Alan Greenspan

Alan Greenspan
Alan Greenspanis an American economist who served as Chairman of the Federal Reserve of the United States from 1987 to 2006. He currently works as a private adviser and provides consulting for firms through his company, Greenspan Associates LLC. First appointed Federal Reserve chairman by President Ronald Reagan in August 1987, he was reappointed at successive four-year intervals until retiring on January 31, 2006, after the second-longest tenure in the position...
NationalityAmerican
ProfessionEconomist
Date of Birth6 March 1926
CityNew York City, NY
CountryUnited States of America
As I see it, heightened job insecurity ... explains a significant part of the restraint on (wages), and the consequent muted price inflation, ... Surveys of workers have highlighted this extraordinary state of affairs.
the pressure to enlarge the pool of skilled workers also requires that we strengthen the significant contributions of other types of training and educational programs, especially for those with lesser skills.
Should the pool of workers continue to shrink,
The ratio of the number of workers contributing to social security to the number of beneficiaries has declined to the point where maintaining the annuity value of benefits on retirement at a level well in excess of accumulated contributions has become extremely unlikely.
The rates of return on investment in the same new technologies are correspondingly less in Europe and Japan because businesses there face higher costs of displacing workers than we do, ... Moreover, because our costs of dismissing workers are lower, the potential costs of hiring and the risks associated with expanding employment are less.
Despite the tightest labor markets in a generation, more workers report in a prominent survey that they are fearful of losing their jobs than similar surveys found in 1991 at the bottom of the last recession, ... The marked move of capital from failing to technologies to those at the cutting edge has quickened the pace at which job skills become obsolete.
The bottom line, however, is that, while immigration and imports can significantly cushion the consequences of the wealth effect and its draining pool of unemployed workers for awhile, there are limits,
This diminishing of opportunities for such workers is why retraining for new job skills that meet the evolving opportunities created by our economies has become so urgent a priority,
The capacity of workers, after being displaced, to find a new job that will eventually provide nearly comparable pay most often depends on the general knowledge of the worker and the ability of that individual to learn new skills,
We have to do it in a cautious, gradual way. ... (We) should go slowly and test the waters.
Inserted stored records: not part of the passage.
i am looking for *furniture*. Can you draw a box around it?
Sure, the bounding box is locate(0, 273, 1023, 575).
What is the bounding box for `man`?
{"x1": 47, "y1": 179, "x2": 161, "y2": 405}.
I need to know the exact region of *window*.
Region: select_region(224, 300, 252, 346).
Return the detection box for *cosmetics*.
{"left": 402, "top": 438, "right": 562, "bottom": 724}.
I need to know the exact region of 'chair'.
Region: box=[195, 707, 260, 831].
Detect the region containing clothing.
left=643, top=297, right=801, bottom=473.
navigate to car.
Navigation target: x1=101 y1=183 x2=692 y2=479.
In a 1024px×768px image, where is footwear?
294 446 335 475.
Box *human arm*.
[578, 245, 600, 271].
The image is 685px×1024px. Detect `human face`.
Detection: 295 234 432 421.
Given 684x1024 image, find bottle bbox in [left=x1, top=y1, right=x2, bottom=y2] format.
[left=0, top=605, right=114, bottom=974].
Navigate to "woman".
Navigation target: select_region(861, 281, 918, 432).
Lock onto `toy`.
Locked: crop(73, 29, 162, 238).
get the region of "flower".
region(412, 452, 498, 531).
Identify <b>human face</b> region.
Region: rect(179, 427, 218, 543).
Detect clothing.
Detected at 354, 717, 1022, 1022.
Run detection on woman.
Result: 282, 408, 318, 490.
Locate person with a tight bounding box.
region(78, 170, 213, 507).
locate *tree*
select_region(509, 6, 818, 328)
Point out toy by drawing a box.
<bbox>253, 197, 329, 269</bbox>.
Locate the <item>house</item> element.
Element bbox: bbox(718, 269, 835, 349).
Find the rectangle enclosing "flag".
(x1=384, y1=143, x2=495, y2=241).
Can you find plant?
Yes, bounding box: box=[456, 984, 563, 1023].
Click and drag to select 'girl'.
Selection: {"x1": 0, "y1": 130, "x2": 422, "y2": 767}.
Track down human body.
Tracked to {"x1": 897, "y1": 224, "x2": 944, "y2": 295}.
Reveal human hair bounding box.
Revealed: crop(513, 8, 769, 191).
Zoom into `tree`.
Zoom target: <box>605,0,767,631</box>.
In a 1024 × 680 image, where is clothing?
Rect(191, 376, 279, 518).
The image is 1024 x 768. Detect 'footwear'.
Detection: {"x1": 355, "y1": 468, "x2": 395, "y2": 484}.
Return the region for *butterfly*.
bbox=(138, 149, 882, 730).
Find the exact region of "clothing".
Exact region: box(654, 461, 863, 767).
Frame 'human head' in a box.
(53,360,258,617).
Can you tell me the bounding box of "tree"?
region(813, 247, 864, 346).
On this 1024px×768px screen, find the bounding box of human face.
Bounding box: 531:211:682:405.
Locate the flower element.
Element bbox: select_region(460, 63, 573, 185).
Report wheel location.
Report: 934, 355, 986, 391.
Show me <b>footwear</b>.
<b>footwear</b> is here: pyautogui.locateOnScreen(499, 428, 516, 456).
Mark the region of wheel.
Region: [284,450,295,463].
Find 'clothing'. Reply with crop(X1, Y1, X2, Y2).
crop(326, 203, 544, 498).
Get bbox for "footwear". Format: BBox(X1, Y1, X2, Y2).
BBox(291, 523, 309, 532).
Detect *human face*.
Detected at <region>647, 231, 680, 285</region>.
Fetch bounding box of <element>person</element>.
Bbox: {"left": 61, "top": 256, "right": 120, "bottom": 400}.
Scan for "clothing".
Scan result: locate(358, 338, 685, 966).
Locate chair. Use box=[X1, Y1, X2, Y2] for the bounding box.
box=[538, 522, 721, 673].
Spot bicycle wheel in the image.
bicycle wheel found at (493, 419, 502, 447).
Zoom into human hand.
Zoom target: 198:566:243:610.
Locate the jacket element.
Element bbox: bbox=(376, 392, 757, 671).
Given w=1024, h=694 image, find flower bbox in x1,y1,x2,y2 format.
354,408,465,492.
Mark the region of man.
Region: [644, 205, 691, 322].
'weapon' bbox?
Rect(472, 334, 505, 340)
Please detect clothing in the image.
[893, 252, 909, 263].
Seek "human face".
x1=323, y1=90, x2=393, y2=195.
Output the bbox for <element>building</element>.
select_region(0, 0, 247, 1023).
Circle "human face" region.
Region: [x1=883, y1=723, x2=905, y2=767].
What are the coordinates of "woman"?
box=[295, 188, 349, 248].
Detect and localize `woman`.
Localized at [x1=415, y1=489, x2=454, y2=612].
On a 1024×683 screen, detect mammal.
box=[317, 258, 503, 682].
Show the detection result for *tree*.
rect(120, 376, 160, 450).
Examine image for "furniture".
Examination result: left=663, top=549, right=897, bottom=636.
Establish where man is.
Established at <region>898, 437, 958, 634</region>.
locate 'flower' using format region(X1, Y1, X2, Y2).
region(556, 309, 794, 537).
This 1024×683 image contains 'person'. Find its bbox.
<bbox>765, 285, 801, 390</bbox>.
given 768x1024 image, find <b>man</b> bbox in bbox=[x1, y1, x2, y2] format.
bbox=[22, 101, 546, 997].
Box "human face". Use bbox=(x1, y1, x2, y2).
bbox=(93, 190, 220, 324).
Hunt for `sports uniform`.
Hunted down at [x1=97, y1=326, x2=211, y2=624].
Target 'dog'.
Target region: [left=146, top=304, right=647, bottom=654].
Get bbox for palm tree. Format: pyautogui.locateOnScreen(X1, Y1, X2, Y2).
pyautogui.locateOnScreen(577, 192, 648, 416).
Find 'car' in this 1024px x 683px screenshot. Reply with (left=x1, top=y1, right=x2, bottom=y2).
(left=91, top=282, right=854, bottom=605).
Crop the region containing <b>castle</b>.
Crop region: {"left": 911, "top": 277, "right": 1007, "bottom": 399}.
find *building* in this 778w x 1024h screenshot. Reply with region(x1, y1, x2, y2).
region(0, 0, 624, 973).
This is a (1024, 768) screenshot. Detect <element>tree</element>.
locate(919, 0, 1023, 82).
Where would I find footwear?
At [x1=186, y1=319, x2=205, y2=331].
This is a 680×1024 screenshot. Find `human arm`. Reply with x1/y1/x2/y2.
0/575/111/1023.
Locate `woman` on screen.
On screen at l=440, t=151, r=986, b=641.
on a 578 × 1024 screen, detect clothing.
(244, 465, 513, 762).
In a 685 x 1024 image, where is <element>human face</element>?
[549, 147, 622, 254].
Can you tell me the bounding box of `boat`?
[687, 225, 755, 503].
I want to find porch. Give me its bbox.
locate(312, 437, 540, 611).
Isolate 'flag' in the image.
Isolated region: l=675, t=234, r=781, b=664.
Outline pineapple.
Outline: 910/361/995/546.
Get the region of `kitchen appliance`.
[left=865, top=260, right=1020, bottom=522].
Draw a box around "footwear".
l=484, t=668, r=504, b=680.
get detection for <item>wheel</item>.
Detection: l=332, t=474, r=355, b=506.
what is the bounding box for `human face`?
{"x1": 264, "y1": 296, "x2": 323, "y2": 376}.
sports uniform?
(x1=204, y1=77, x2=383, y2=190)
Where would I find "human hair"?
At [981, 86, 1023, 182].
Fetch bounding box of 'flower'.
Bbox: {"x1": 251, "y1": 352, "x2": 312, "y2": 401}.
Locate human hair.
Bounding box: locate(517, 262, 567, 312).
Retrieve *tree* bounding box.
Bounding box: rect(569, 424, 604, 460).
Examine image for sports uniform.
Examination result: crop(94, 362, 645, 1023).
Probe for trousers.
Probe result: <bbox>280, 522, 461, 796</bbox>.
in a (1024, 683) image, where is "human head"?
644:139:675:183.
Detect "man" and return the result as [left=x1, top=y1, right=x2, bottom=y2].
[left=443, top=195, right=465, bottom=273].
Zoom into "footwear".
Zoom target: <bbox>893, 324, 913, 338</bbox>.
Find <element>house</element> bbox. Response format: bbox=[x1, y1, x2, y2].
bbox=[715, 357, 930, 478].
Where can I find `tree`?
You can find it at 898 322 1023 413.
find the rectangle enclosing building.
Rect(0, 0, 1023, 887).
The probability of an unwelcome substantial fall in inflation over the next few quarters, though minor, exceeds that of a pickup in inflation.
The scale and scope of higher education in America was being shaped by the recognition that research -- the creation of knowledge --complemented teaching and training -- the diffusion of knowledge,
These changes, assisted by improved prices in asset markets, have left households and businesses better positioned than they were earlier to boost outlays as their wariness about the economic environment abates,
these borrowers, and the institutions that service them, could be exposed to significant losses.